From A Verdade
Journal of the workers in the service of the struggle for socialism
August 2005

Tony Blair’s Police Kill Brazilian

On July 22, in the London subway, a Brazilian youth, Jean Charles de Menezes, 27 years old, was killed by British police. This was an action of unlimited violence. Jean was killed by police in civilian clothes with eight shots at point-blank range, seven of them in the head.

He was not being sought by the police, had not committed any crime, and was living legally in England. According to witnesses, he was not carrying anything and was confused with a "suicide bomber" only because he was wearing a heavy jacket. The Mayor of London, Ken Livingstone, justified the murder by saying that "when we are faced with someone who could explode a bomb, the policy of shoot to kill is fully justified."

Like Jean Charles, thousands of other Brazilians are forced to leave the country fleeing violence and unemployment, deceived by the dream of a better life abroad. The truth is that in England as well as the United States or any imperialist country, Latin Americans, Africans, Arabs and Asians are treated with prejudice and discrimination. They are always employed in the worst jobs, and with practically no labor or social rights.
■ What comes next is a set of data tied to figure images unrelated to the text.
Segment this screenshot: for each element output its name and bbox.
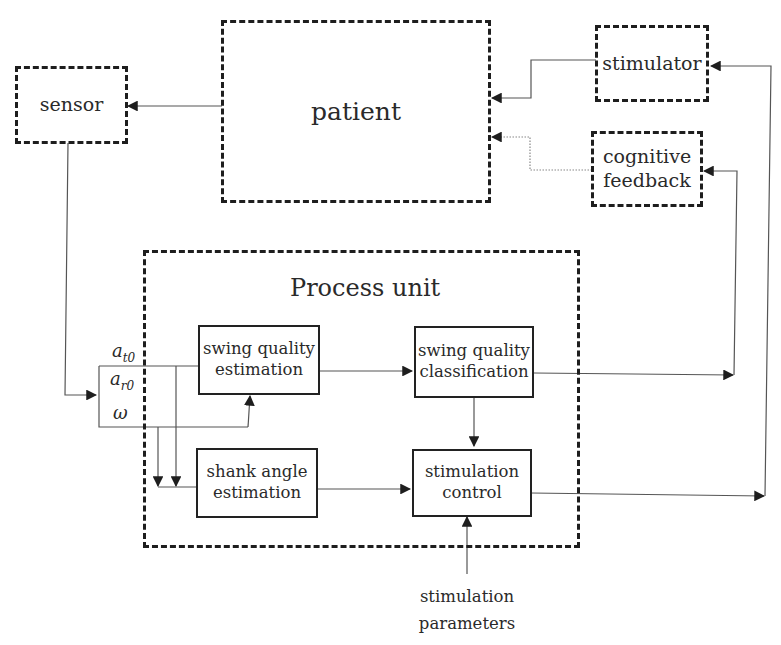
patient-label: patient [311,96,401,127]
swing-quality-estimation-label-2: estimation [215,360,303,381]
swing-quality-classification-label-2: classification [419,362,528,383]
patient-block: patient [221,20,491,203]
swing-quality-classification-block: swing quality classification [414,326,534,398]
signal-a-t0: at0 [112,340,135,365]
cognitive-feedback-block: cognitive feedback [591,131,703,207]
arrow-sensor-to-bus [65,143,96,395]
signal-a-r0: ar0 [110,368,134,393]
stimulation-control-label-2: control [442,483,502,504]
arrow-stimulator-to-patient [492,60,596,98]
stimulation-control-label-1: stimulation [425,462,519,483]
shank-angle-estimation-block: shank angle estimation [196,448,318,518]
cognitive-feedback-label-2: feedback [603,169,690,193]
shank-angle-estimation-label-1: shank angle [207,462,308,483]
stimulation-parameters-line-1: stimulation [412,583,522,610]
sensor-block: sensor [15,66,128,144]
arrow-feedback-to-patient [492,137,592,170]
sensor-label: sensor [40,93,104,117]
signal-omega: ω [113,402,128,423]
stimulation-parameters-label: stimulation parameters [412,583,522,637]
stimulation-control-block: stimulation control [412,449,532,517]
stimulator-block: stimulator [595,25,709,102]
cognitive-feedback-label-1: cognitive [603,145,691,169]
swing-quality-classification-label-1: swing quality [418,341,530,362]
stimulation-parameters-line-2: parameters [412,610,522,637]
stimulator-label: stimulator [602,52,701,76]
shank-angle-estimation-label-2: estimation [213,483,301,504]
process-unit-title: Process unit [290,274,440,302]
swing-quality-estimation-label-1: swing quality [203,339,315,360]
swing-quality-estimation-block: swing quality estimation [198,325,320,395]
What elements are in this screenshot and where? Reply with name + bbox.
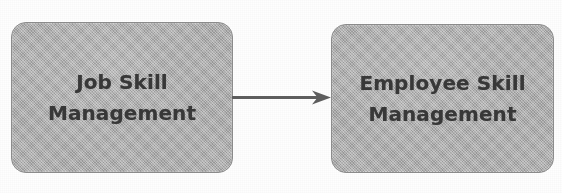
process-node-label-line2: Management (48, 98, 196, 129)
process-node-label-line1: Employee Skill (359, 68, 525, 99)
process-node-label-line1: Job Skill (76, 67, 168, 98)
flow-arrow-job-to-employee[interactable] (228, 84, 336, 112)
diagram-canvas: Job Skill Management Employee Skill Mana… (0, 0, 562, 193)
process-node-job-skill-management[interactable]: Job Skill Management (11, 22, 233, 173)
process-node-label-line2: Management (368, 99, 516, 130)
process-node-employee-skill-management[interactable]: Employee Skill Management (331, 24, 554, 173)
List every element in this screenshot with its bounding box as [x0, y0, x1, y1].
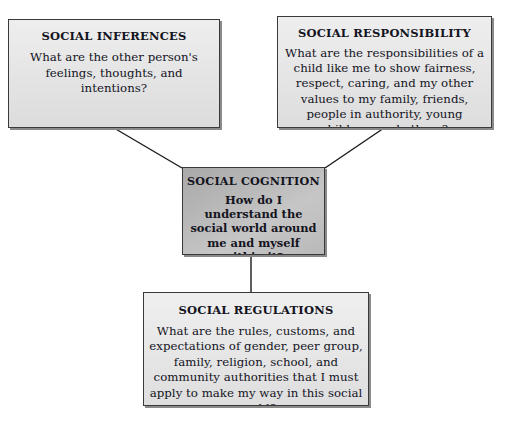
node-body-social-regulations: What are the rules, customs, and expecta… — [149, 324, 363, 406]
connector-inferences-to-cognition — [114, 128, 182, 168]
node-social-regulations: SOCIAL REGULATIONS What are the rules, c… — [143, 292, 369, 406]
node-title-social-inferences: SOCIAL INFERENCES — [15, 29, 213, 43]
node-body-social-responsibility: What are the responsibilities of a child… — [283, 46, 486, 128]
node-social-responsibility: SOCIAL RESPONSIBILITY What are the respo… — [277, 16, 492, 128]
node-social-cognition: SOCIAL COGNITION How do I understand the… — [182, 167, 325, 255]
node-body-social-inferences: What are the other person's feelings, th… — [15, 50, 213, 97]
connector-responsibility-to-cognition — [325, 128, 384, 168]
node-title-social-responsibility: SOCIAL RESPONSIBILITY — [283, 26, 486, 40]
node-body-social-cognition: How do I understand the social world aro… — [187, 193, 320, 255]
node-title-social-cognition: SOCIAL COGNITION — [187, 174, 320, 188]
node-title-social-regulations: SOCIAL REGULATIONS — [149, 303, 363, 317]
concept-map-diagram: SOCIAL INFERENCES What are the other per… — [0, 0, 512, 421]
node-social-inferences: SOCIAL INFERENCES What are the other per… — [8, 19, 220, 128]
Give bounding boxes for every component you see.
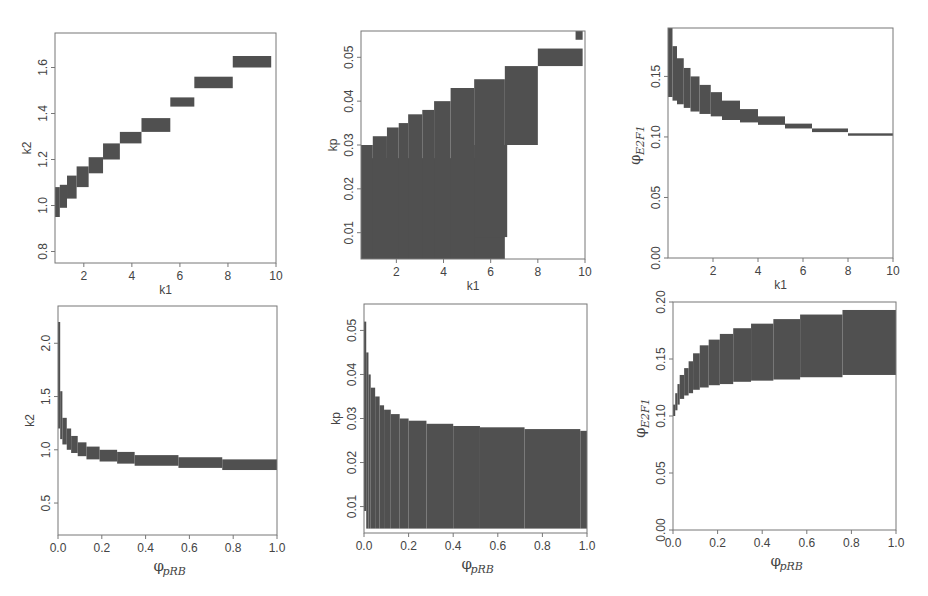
y-tick-label: 1.0 xyxy=(36,197,50,214)
x-tick-label: 0.0 xyxy=(356,539,373,553)
y-tick-label: 1.0 xyxy=(39,441,53,458)
y-tick-label: 0.03 xyxy=(342,133,356,157)
region-block xyxy=(399,123,408,259)
x-tick-label: 6 xyxy=(177,269,184,283)
region-block xyxy=(55,187,60,217)
y-tick-label: 0.05 xyxy=(342,45,356,69)
region-block xyxy=(380,405,384,528)
chart-svg: 2468100.000.050.100.15k1φE2F1 xyxy=(610,0,928,298)
y-tick-label: 0.02 xyxy=(342,177,356,201)
region-block xyxy=(103,143,120,159)
region-block xyxy=(141,118,170,132)
y-axis-label: kp xyxy=(329,412,343,425)
region-block xyxy=(78,442,87,456)
x-tick-label: 0.8 xyxy=(843,536,860,550)
x-tick-label: 10 xyxy=(886,264,900,278)
y-axis-label: k2 xyxy=(23,414,37,427)
region-block xyxy=(785,124,812,129)
data-region xyxy=(668,28,893,136)
y-tick-label: 0.04 xyxy=(345,362,359,386)
y-tick-label: 0.05 xyxy=(345,318,359,342)
region-block xyxy=(434,101,451,259)
x-tick-label: 0.8 xyxy=(225,541,242,555)
region-block xyxy=(77,166,89,187)
region-block xyxy=(373,136,387,259)
y-tick-label: 0.10 xyxy=(649,125,663,149)
plot-frame xyxy=(58,306,277,535)
x-tick-label: 6 xyxy=(800,264,807,278)
region-block xyxy=(474,145,507,237)
plot-frame xyxy=(668,28,893,258)
x-tick-label: 4 xyxy=(129,269,136,283)
region-block xyxy=(538,49,583,67)
region-block xyxy=(67,176,77,199)
x-tick-label: 0.8 xyxy=(534,539,551,553)
plot-kp-vs-phipRB: 0.00.20.40.60.81.00.010.020.030.040.05φp… xyxy=(310,290,620,596)
region-block xyxy=(711,92,722,116)
y-tick-label: 0.5 xyxy=(39,494,53,511)
y-tick-label: 0.02 xyxy=(345,451,359,475)
region-block xyxy=(684,368,688,395)
y-tick-label: 0.01 xyxy=(342,221,356,245)
region-block xyxy=(60,185,67,208)
x-tick-label: 0.2 xyxy=(709,536,726,550)
chart-svg: 0.00.20.40.60.81.00.51.01.52.0φpRBk2 xyxy=(0,290,310,596)
x-tick-label: 0.2 xyxy=(400,539,417,553)
region-block xyxy=(580,431,587,529)
region-block xyxy=(361,145,373,259)
region-block xyxy=(408,114,422,259)
region-block xyxy=(722,101,740,120)
data-region xyxy=(58,322,277,470)
plot-phiE2F1-vs-k1: 2468100.000.050.100.15k1φE2F1 xyxy=(610,0,928,298)
region-block xyxy=(368,374,370,528)
y-tick-label: 0.03 xyxy=(345,406,359,430)
region-block xyxy=(451,88,475,259)
x-axis-label-subscript: pRB xyxy=(471,563,494,576)
region-block xyxy=(668,28,673,97)
region-block xyxy=(60,391,62,439)
region-block xyxy=(62,418,66,445)
y-tick-label: 0.8 xyxy=(36,243,50,260)
x-tick-label: 4 xyxy=(755,264,762,278)
region-block xyxy=(120,132,142,144)
plot-k2-vs-k1: 2468100.81.01.21.41.6k1k2 xyxy=(0,0,310,298)
y-axis-label: kp xyxy=(326,138,340,151)
y-axis-label-subscript: E2F1 xyxy=(634,125,647,156)
data-region xyxy=(361,31,583,259)
x-tick-label: 0.6 xyxy=(798,536,815,550)
y-tick-label: 0.15 xyxy=(654,347,668,371)
region-block xyxy=(673,46,678,100)
region-block xyxy=(684,68,691,108)
region-block xyxy=(71,436,78,453)
region-block xyxy=(680,375,684,399)
region-block xyxy=(700,85,711,114)
y-tick-label: 0.01 xyxy=(345,495,359,519)
x-tick-label: 4 xyxy=(440,265,447,279)
region-block xyxy=(422,110,434,259)
region-block xyxy=(391,414,400,529)
plot-phiE2F1-vs-phipRB: 0.00.20.40.60.81.00.000.050.100.150.20φp… xyxy=(610,290,928,596)
region-block xyxy=(700,345,709,387)
y-tick-label: 0.00 xyxy=(649,246,663,270)
x-tick-label: 0.4 xyxy=(445,539,462,553)
region-block xyxy=(67,428,71,449)
x-tick-label: 0.2 xyxy=(93,541,110,555)
x-axis-label-subscript: pRB xyxy=(780,560,803,573)
y-tick-label: 0.00 xyxy=(654,518,668,542)
region-block xyxy=(100,450,118,462)
y-axis-label-subscript: E2F1 xyxy=(639,398,652,429)
y-tick-label: 0.15 xyxy=(649,64,663,88)
region-block xyxy=(387,127,399,259)
y-tick-label: 0.20 xyxy=(654,290,668,314)
region-block xyxy=(194,77,232,89)
y-tick-label: 1.4 xyxy=(36,105,50,122)
x-tick-label: 8 xyxy=(225,269,232,283)
plot-k2-vs-phipRB: 0.00.20.40.60.81.00.51.01.52.0φpRBk2 xyxy=(0,290,310,596)
x-tick-label: 0.4 xyxy=(137,541,154,555)
x-tick-label: 10 xyxy=(578,265,592,279)
x-tick-label: 0.0 xyxy=(50,541,67,555)
region-block xyxy=(693,353,700,389)
chart-svg: 2468100.010.020.030.040.05k1kp xyxy=(310,0,620,298)
region-block xyxy=(848,133,893,135)
data-region xyxy=(364,322,587,529)
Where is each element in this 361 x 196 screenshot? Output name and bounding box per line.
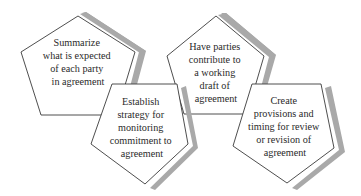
step-establish-line-3: monitoring	[118, 122, 163, 133]
step-create: Create provisions and timing for review …	[233, 84, 345, 190]
step-have-parties-line-2: contribute to	[189, 54, 241, 65]
step-summarize-line-3: of each party	[50, 63, 104, 74]
step-summarize-line-4: in agreement	[52, 76, 105, 87]
step-summarize-line-1: Summarize	[54, 37, 101, 48]
step-have-parties-line-4: draft of	[200, 80, 231, 91]
step-create-line-4: or revision of	[256, 134, 311, 145]
step-establish-line-5: agreement	[121, 148, 164, 159]
pentagon-process-diagram: Summarize what is expected of each party…	[0, 0, 361, 196]
step-have-parties-line-5: agreement	[195, 93, 238, 104]
step-create-line-5: agreement	[264, 147, 307, 158]
step-create-line-2: provisions and	[254, 108, 314, 119]
step-have-parties-line-1: Have parties	[189, 41, 240, 52]
step-have-parties-line-3: a working	[194, 67, 235, 78]
step-have-parties-label: Have parties contribute to a working dra…	[189, 41, 243, 104]
step-establish-line-4: commitment to	[110, 135, 172, 146]
step-establish-line-1: Establish	[122, 96, 159, 107]
step-create-line-3: timing for review	[248, 121, 320, 132]
step-establish-line-2: strategy for	[117, 109, 164, 120]
step-create-line-1: Create	[270, 95, 297, 106]
step-summarize-line-2: what is expected	[43, 50, 111, 61]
The British government, in an official note, said that it will continue the struggle against terrorism and will maintain its tactic of "shoot to kill." But, what moral right does the English government have to speak against terrorism? What can one call what England, together with the USA, is doing in Iraq and Afghanistan? How can one characterize a government that summarily murders a young worker, without any investigation?

The real terrorism is that which affects millions of people in the whole world with unemployment, hunger and violence. And this terrorism is sponsored by the governments of the imperialist countries in order to maintain the profits of the big monopolies and to appropriate the sources of raw materials of the poor countries. The arrogance and violence with which the murder of Jean Charles was treated by the English government only shows the inhumanity of this system.